How to return a promise composed of nested models in EmberJS with EmberData?

安稳与你 提交于 2019-11-30 07:14:32

The trick is you need to resolve certain promises before you can access the properties on those records. Ember.RSVP.all takes an Array of promises. Ember.RSVP.hash takes a hash of promises. Unfortunately you're in the situation where you can't construct your promises until the previous promises have resolved (a la, you don't know which regions to get until the countries are resolved, and you don't know which areas to get until the regions are resolved). That being the case you really have a serial set of promises to fetch (albeit arrays of promises at each level). Ember knows to wait until the deepest promise has resolved and to use that value as the model.
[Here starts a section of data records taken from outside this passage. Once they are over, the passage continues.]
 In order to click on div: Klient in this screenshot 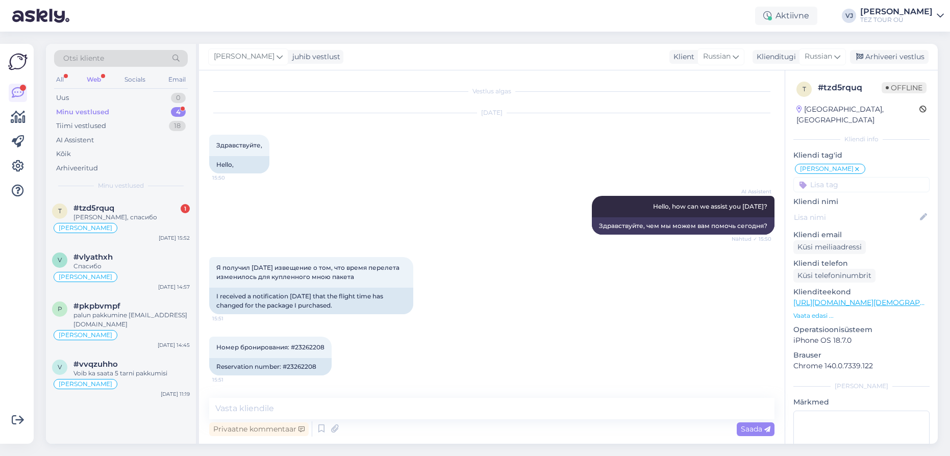, I will do `click(682, 57)`.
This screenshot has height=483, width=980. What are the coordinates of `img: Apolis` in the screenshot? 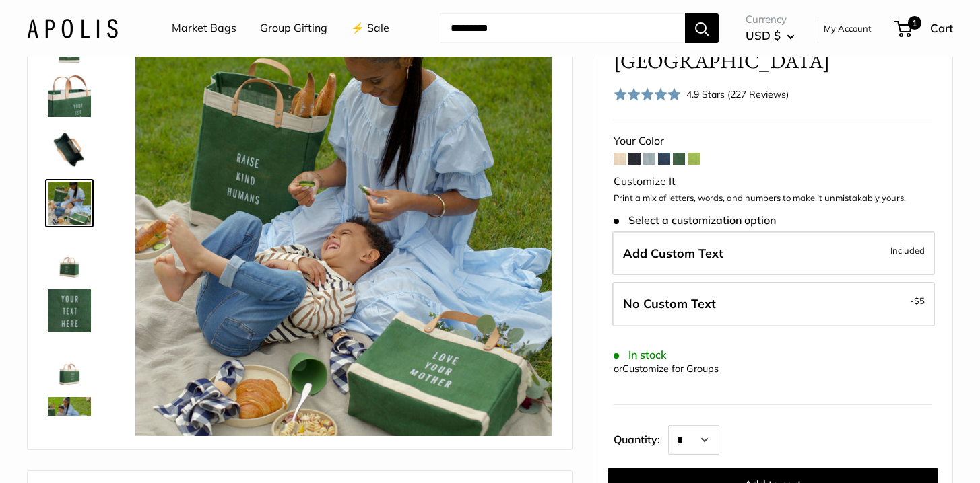 It's located at (72, 28).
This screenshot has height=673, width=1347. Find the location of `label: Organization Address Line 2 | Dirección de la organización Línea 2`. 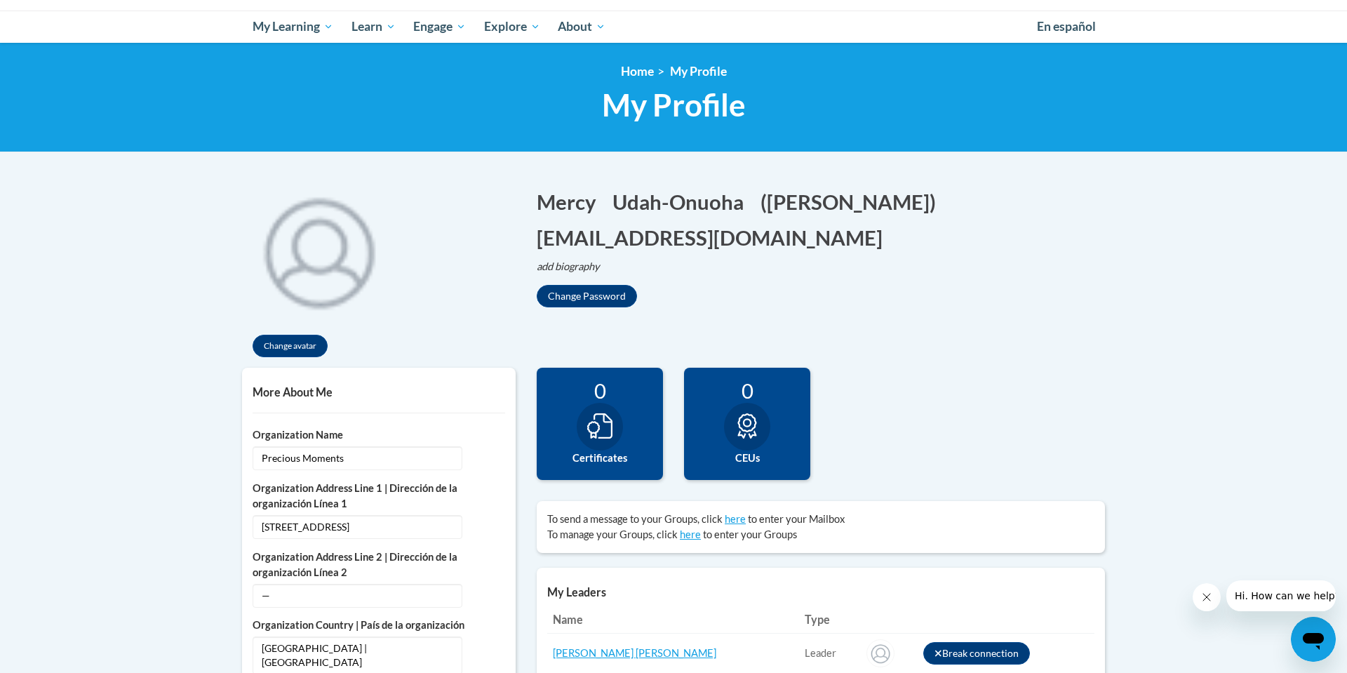

label: Organization Address Line 2 | Dirección de la organización Línea 2 is located at coordinates (379, 565).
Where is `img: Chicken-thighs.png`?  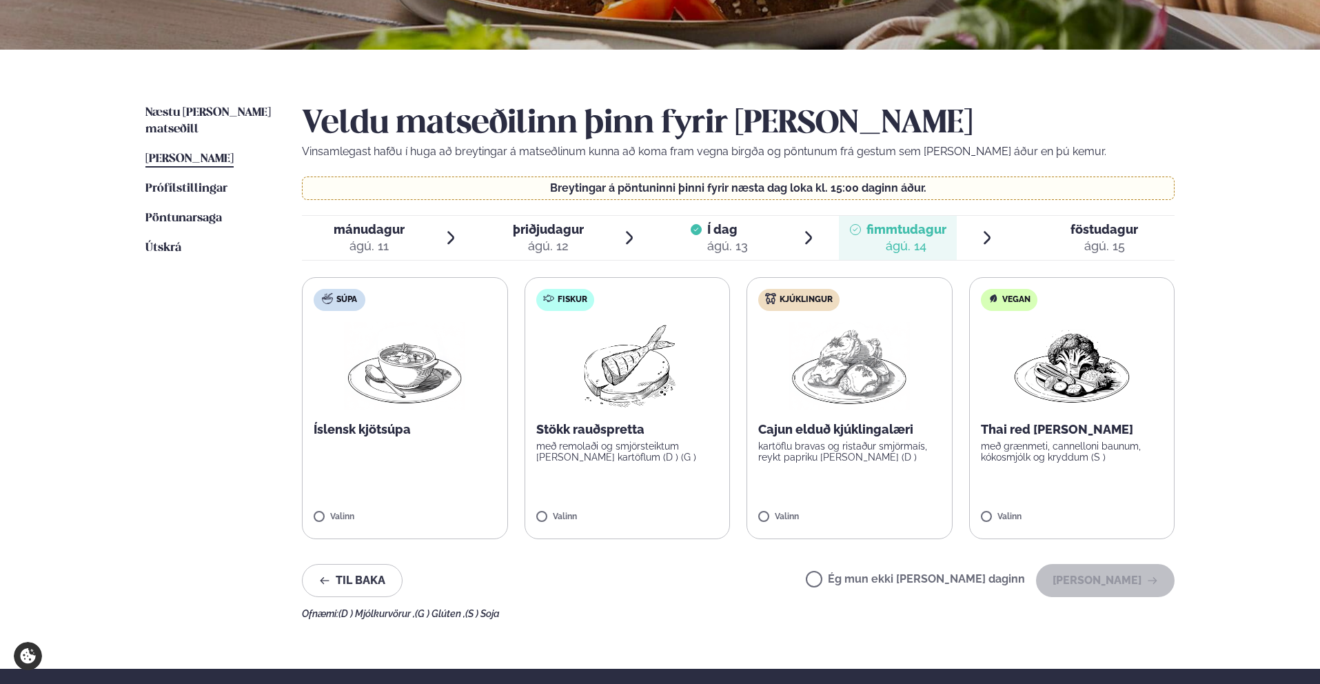
img: Chicken-thighs.png is located at coordinates (850, 366).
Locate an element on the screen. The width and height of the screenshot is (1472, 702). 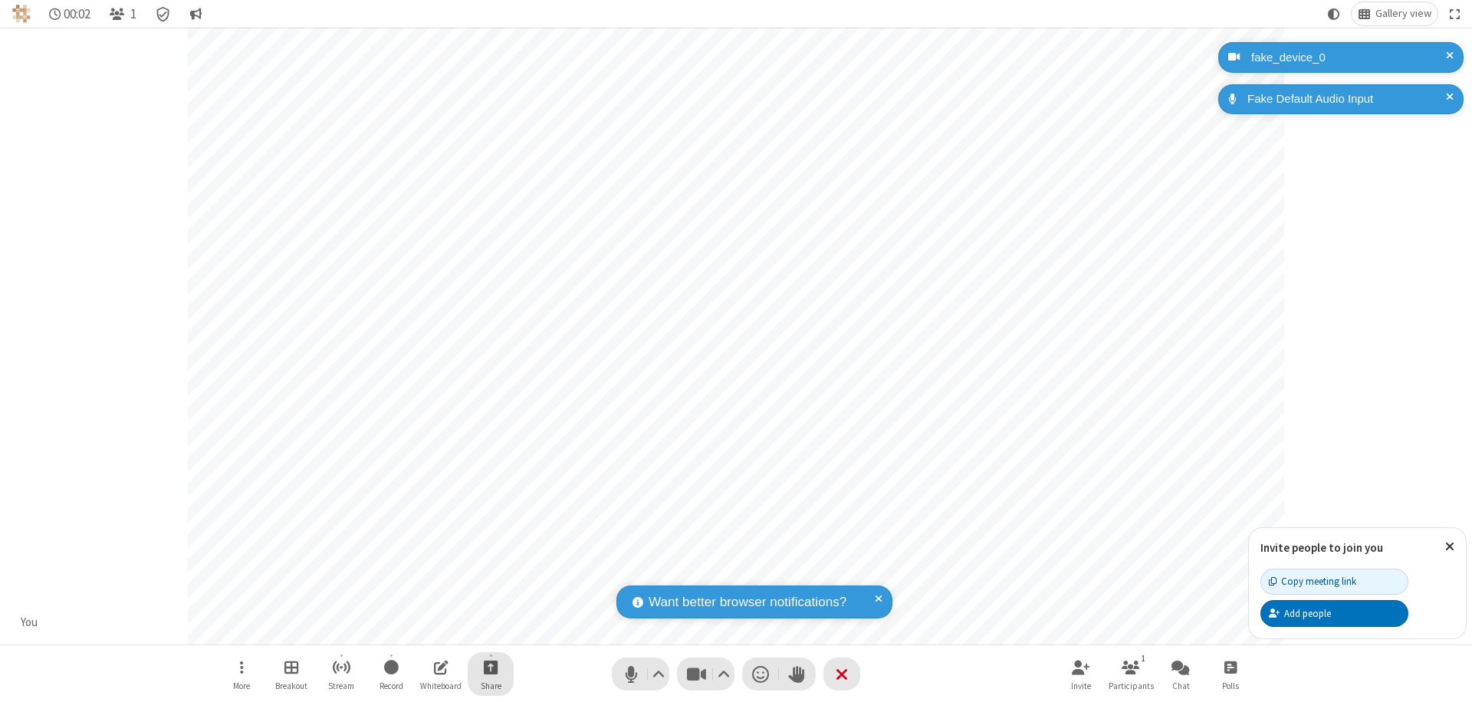
button: Invite participants (⌘+Shift+I) is located at coordinates (1081, 674).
Now we need to pretend that regions and area are async, if they aren't, you're telling Ember Data the information will be included in the request with country, or in the request with region and those collections won't be promises so the code I've included below wouldn't work.

regions: DS.hasMany('region', {async: true})

areas: DS.hasMany('area', {async: true})

App.IndexRoute = Ember.Route.extend({
  controllerName: 'application',

  model: function() {
    return this.store.find('country').then(function(countries){
      // get each country promises
      var regionCollectionPromises = countries.getEach('regions');

      // wait for regions to resolve to get the areas
      return Ember.RSVP.all(regionCollectionPromises).then(function(regionCollections){

        var regions = regionCollections.reduce(function(sum, val){
            return sum.pushObjects(val.toArray());
        }, []);

        var areaCollectionPromises = regions.getEach('areas');
        //wait on the areas to resolve
        return Ember.RSVP.all(areaCollectionPromises).then(function(areaCollections){

          // yay, we have countries, regions, and areas resolved

          return countries;
        });
      });
    });

  }
});

All this being said, since it appears you're using Ember Data, I'd just return this.store.find('country') and let Ember Data fetch the data when it's used... This template would work without all of that promise code, and would populate as Ember Data fulfill's the promises on its own (it will request the data once it sees you've attempted to use the data, good ol' lazy loading).

{{#each country in model}}
  Country: {{country.name}}
  {{#each region in country.regions}}
    Region: {{region.name}}
      {{#each area in region.areas}}
        Area: {{area.name}}
     {{/each}}
  {{/each}}
{{/each}}

What you could do instead:

If you're here, you're probably doing the same mistake as I did :)

If you need a complicated tree of objects to display your route, you could also:

  • If you use RESTAdapter you could sideload data in one HTTP request.
  • If you use FixturesAdapter (eg. in development phase) with a fixed set of data, you could switch to LocalStorageAdapter - as when you request a model, it loads all the associated models. So it will be as easy as a simple this.store.find('mymodel', model_id)

However I'm leaving the original anwser marked as "accepted" as it actually anwsers the original question, and this anwser is just a note for future reference/other users.